Palliative care embraces the physical, social, emotional and spiritual elements of wellbeing – tinana, whānau, hinengaro and wairua – and enhances a person’s quality of life while they are dying. Palliative care also supports the bereaved family and whānau.
Palliative care aims:
- to achieve the best possible quality of life for patients and their families
- to understand and address patients’ physical, psychological, social and spiritual needs
- to be applicable from early on in the course of the illness
The World Health Organisation defines palliative care as:
“An approach that improves the quality of life of patients and their families facing the problems associated with a life-threatening illness, through the prevention and relief of suffering by means of early identification and impeccable assessment and treatment of pain and other problems, physical, psychosocial and spiritual.”
Palliative care:
- provides relief from pain and other distressing symptoms
- affirms life and regards dying as a normal process
- intends neither to hasten or postpone death
- integrates the psychological and spiritual aspects of patient care
- provides support to help patients live as actively as possible
- provides support to the family during the patient’s illness and in their own bereavement
- uses a multidisciplinary team approach
- enhance quality of life and influences the course of illness
- is applicable early in the course of illness alongside therapies that are intended to prolong life (e.g. chemotherapy, radiotherapy) and diagnostic investigations
Who provides palliative care?
Palliative care is delivered by both primary palliative care and specialist palliative care providers that should work together as one team.
Primary palliative care (PPC) refers to care provided by general practices, Māori health providers, allied health teams, district nurses, aged residential care staff, general hospital ward staff as well as disease specific teams e.g. oncology, respiratory, renal and cardiac teams. The care provided is an integral part of usual clinical practice.

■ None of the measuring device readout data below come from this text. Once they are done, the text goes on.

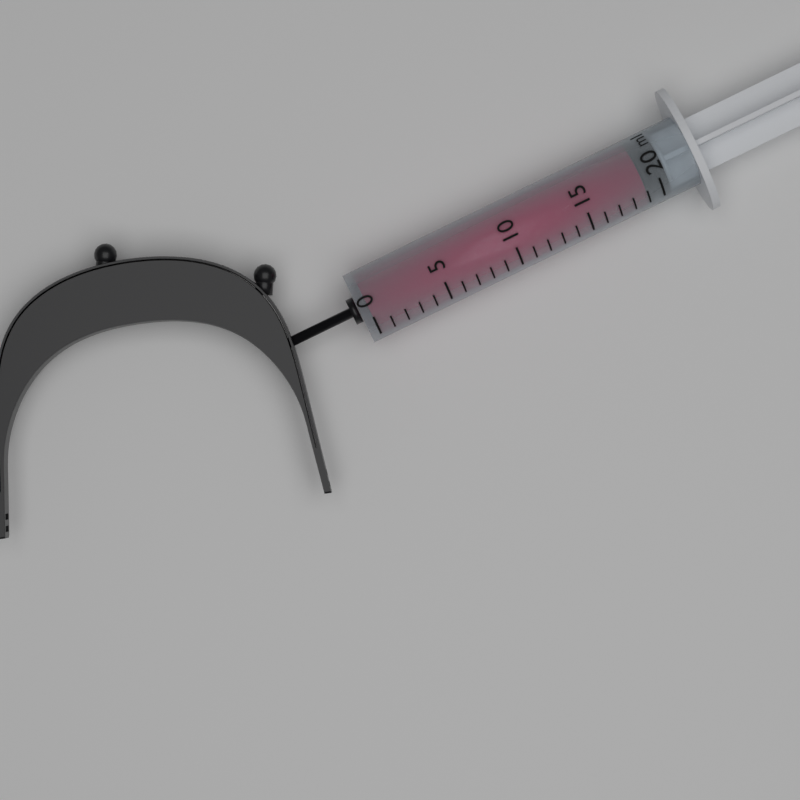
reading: 19 ml
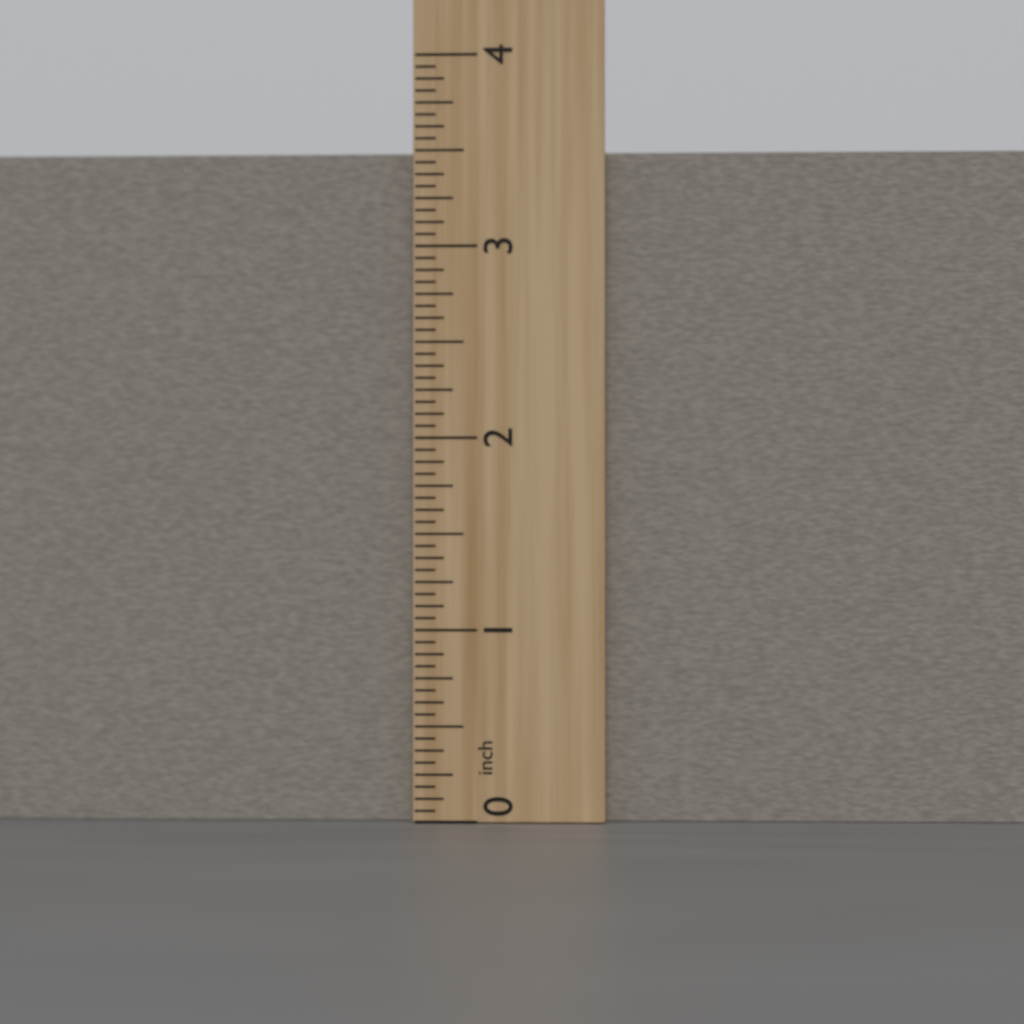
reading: 3.5000 inch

Primary palliative care providers assess and refer people to specialist palliative care services when the needs of the person exceed the capability of the primary palliative care provider.
Specialist palliative care (SPC) is palliative care provided by those who have undergone specific training or accreditation in palliative care/medicine, working in the context of a multidisciplinary team of palliative care health professionals.
Cranford Hospice is the specialist palliative care provider for Hawke’s Bay.